Everybody drop your pencils at 10am

When I was in grade 5 we had this supply teacher one day. Our regular teacher was a strict bible-thumper beat you with a stick type, so we had high hopes for good hijinx. Somehow through that adolescent shared vision model, we all agreed to drop our pencils precisely at 10am, the idea being it would create a great sound on our portable classroom floor.

We expected a laugh. We instead go the privilege of writing out 5 dictionary pages at lunch hour.

AT&T is now facing the same sort of prank.  There is a call to have everyone rev up their mobile data devices at noon on friday. Operation Chokehold is on @ noon pacific. A site called ‘fake steve’ is suggesting it.

What could the prank accomplish? Well, networks are highly oversubscribed. They are designed for the expected peak-normal traffic. My grade 5 classroom didn’t fall to bits from pencils falling, and its unlikely AT&T will catch fire. But it could make things miserable for the people on the network for an hour or so. Its more like ‘@ 10 stab your neighbour with your pencil’.

One suggestion I theorised with a customer was, what if somewhat wrote a truly malicious application. It worked sort of like a seti@home where it ran in the background and it gave something of value to people when they saw their internet connection idle. Perhaps it would be a reward points system for who sent the most bandwidth, and the top 5 each month got a prize. This would cost the consumer nothing, the application provider nothing, and would wreck every residential ISP in the world. Whenever your machine went idle it would transmit and receive at full rate from others in the network.

The internet is a shared medium, and requires all parties to have a common interest in making it work. Providers, applications, consumers. When it was created, this shared interest was obvious, everyone knew everyone by name. Today, i have not introduced myself to most of my Internet neighbours. I’m sure they’re nice.

So, eyes peeled for 12PST friday for AT&T pencil drop.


Task item: From first line to last, give the material again unchanged.
++++ Records for the task ++++
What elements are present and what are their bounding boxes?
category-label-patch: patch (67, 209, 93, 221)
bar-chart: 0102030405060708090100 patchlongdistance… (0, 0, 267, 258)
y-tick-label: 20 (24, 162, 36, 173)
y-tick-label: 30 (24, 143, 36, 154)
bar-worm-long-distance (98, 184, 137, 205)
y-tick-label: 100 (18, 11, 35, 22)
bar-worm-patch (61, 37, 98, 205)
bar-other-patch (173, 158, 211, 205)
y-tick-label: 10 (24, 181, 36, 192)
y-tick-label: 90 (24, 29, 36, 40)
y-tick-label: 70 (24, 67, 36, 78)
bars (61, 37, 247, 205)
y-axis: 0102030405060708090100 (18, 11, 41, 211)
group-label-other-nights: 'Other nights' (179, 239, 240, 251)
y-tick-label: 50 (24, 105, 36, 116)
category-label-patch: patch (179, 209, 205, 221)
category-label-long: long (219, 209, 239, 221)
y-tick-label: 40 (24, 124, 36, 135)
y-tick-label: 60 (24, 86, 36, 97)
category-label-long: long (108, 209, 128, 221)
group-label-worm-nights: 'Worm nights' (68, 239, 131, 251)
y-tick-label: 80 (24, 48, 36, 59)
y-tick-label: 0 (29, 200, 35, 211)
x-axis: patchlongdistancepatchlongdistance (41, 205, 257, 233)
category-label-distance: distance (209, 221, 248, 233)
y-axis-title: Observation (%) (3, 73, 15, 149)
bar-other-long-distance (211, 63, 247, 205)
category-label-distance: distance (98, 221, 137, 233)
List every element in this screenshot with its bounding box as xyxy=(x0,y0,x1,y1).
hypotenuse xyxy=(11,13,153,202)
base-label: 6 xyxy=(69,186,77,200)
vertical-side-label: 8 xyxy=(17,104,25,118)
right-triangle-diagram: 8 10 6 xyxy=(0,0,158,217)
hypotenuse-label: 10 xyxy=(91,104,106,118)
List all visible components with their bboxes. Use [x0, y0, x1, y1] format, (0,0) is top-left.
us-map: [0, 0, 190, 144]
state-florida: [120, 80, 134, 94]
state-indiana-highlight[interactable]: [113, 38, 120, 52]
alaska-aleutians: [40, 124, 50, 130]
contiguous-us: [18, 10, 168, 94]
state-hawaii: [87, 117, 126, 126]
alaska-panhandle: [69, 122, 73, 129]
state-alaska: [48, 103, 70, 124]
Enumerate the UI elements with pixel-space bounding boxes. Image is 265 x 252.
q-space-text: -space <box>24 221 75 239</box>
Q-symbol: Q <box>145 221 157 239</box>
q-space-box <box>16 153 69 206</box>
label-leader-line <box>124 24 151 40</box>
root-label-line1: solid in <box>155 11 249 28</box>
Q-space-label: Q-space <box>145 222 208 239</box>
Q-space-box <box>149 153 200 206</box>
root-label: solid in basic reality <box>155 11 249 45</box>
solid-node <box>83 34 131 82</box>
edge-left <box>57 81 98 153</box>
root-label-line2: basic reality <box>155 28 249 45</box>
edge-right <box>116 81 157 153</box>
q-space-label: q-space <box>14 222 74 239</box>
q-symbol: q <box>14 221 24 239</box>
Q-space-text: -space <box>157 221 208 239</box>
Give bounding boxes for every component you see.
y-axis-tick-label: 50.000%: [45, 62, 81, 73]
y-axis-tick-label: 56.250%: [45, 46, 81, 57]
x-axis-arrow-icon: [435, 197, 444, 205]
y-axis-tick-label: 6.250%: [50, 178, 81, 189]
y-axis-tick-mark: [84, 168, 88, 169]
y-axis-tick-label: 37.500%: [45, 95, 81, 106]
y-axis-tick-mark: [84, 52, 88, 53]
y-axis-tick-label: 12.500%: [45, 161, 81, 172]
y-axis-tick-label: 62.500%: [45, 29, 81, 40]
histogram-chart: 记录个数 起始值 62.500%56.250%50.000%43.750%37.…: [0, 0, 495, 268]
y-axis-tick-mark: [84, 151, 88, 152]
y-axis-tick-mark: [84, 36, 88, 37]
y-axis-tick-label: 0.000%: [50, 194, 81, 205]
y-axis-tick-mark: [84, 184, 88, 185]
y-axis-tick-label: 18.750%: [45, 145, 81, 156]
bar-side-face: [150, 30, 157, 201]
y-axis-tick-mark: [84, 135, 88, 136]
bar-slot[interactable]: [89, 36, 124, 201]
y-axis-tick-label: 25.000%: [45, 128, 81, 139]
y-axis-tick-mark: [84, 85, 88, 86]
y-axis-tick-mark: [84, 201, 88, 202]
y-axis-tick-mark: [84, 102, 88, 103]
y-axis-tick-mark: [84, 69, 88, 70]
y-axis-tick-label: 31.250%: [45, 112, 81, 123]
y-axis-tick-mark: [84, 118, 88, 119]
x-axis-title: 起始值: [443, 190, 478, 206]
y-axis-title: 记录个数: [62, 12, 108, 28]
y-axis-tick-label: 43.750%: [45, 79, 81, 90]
++++
Expected output:
What elements are present and what are their bounding boxes?
category-label-patch: patch (67, 209, 93, 221)
bar-chart: 0102030405060708090100 patchlongdistance… (0, 0, 267, 258)
y-tick-label: 20 (24, 162, 36, 173)
y-tick-label: 30 (24, 143, 36, 154)
bar-worm-long-distance (98, 184, 137, 205)
y-tick-label: 100 (18, 11, 35, 22)
bar-worm-patch (61, 37, 98, 205)
bar-other-patch (173, 158, 211, 205)
y-tick-label: 10 (24, 181, 36, 192)
y-tick-label: 90 (24, 29, 36, 40)
y-tick-label: 70 (24, 67, 36, 78)
bars (61, 37, 247, 205)
y-axis: 0102030405060708090100 (18, 11, 41, 211)
group-label-other-nights: 'Other nights' (179, 239, 240, 251)
y-tick-label: 50 (24, 105, 36, 116)
category-label-patch: patch (179, 209, 205, 221)
category-label-long: long (219, 209, 239, 221)
y-tick-label: 40 (24, 124, 36, 135)
y-tick-label: 60 (24, 86, 36, 97)
category-label-long: long (108, 209, 128, 221)
group-label-worm-nights: 'Worm nights' (68, 239, 131, 251)
y-tick-label: 80 (24, 48, 36, 59)
y-tick-label: 0 (29, 200, 35, 211)
x-axis: patchlongdistancepatchlongdistance (41, 205, 257, 233)
category-label-distance: distance (209, 221, 248, 233)
y-axis-title: Observation (%) (3, 73, 15, 149)
bar-other-long-distance (211, 63, 247, 205)
category-label-distance: distance (98, 221, 137, 233)
List every element in this screenshot with its bounding box as xyxy=(x0,y0,x1,y1).
hypotenuse xyxy=(11,13,153,202)
base-label: 6 xyxy=(69,186,77,200)
vertical-side-label: 8 xyxy=(17,104,25,118)
right-triangle-diagram: 8 10 6 xyxy=(0,0,158,217)
hypotenuse-label: 10 xyxy=(91,104,106,118)
List all visible components with their bboxes. Use [x0, y0, x1, y1] format, (0,0) is top-left.
us-map: [0, 0, 190, 144]
state-florida: [120, 80, 134, 94]
state-indiana-highlight[interactable]: [113, 38, 120, 52]
alaska-aleutians: [40, 124, 50, 130]
contiguous-us: [18, 10, 168, 94]
state-hawaii: [87, 117, 126, 126]
alaska-panhandle: [69, 122, 73, 129]
state-alaska: [48, 103, 70, 124]
Enumerate the UI elements with pixel-space bounding boxes. Image is 265 x 252.
q-space-text: -space <box>24 221 75 239</box>
Q-symbol: Q <box>145 221 157 239</box>
q-space-box <box>16 153 69 206</box>
label-leader-line <box>124 24 151 40</box>
root-label-line1: solid in <box>155 11 249 28</box>
Q-space-label: Q-space <box>145 222 208 239</box>
Q-space-box <box>149 153 200 206</box>
root-label: solid in basic reality <box>155 11 249 45</box>
solid-node <box>83 34 131 82</box>
edge-left <box>57 81 98 153</box>
root-label-line2: basic reality <box>155 28 249 45</box>
edge-right <box>116 81 157 153</box>
q-space-label: q-space <box>14 222 74 239</box>
q-symbol: q <box>14 221 24 239</box>
Q-space-text: -space <box>157 221 208 239</box>
Give bounding boxes for every component you see.
y-axis-tick-label: 50.000%: [45, 62, 81, 73]
y-axis-tick-label: 56.250%: [45, 46, 81, 57]
x-axis-arrow-icon: [435, 197, 444, 205]
y-axis-tick-label: 6.250%: [50, 178, 81, 189]
y-axis-tick-mark: [84, 168, 88, 169]
y-axis-tick-label: 37.500%: [45, 95, 81, 106]
y-axis-tick-mark: [84, 52, 88, 53]
y-axis-tick-label: 12.500%: [45, 161, 81, 172]
y-axis-tick-label: 62.500%: [45, 29, 81, 40]
histogram-chart: 记录个数 起始值 62.500%56.250%50.000%43.750%37.…: [0, 0, 495, 268]
y-axis-tick-mark: [84, 151, 88, 152]
y-axis-tick-mark: [84, 36, 88, 37]
y-axis-tick-label: 0.000%: [50, 194, 81, 205]
y-axis-tick-mark: [84, 184, 88, 185]
y-axis-tick-label: 18.750%: [45, 145, 81, 156]
bar-side-face: [150, 30, 157, 201]
y-axis-tick-mark: [84, 135, 88, 136]
bar-slot[interactable]: [89, 36, 124, 201]
y-axis-tick-label: 25.000%: [45, 128, 81, 139]
y-axis-tick-mark: [84, 85, 88, 86]
y-axis-tick-mark: [84, 201, 88, 202]
y-axis-tick-mark: [84, 102, 88, 103]
y-axis-tick-mark: [84, 69, 88, 70]
y-axis-tick-label: 31.250%: [45, 112, 81, 123]
y-axis-tick-mark: [84, 118, 88, 119]
x-axis-title: 起始值: [443, 190, 478, 206]
y-axis-title: 记录个数: [62, 12, 108, 28]
y-axis-tick-label: 43.750%: [45, 79, 81, 90]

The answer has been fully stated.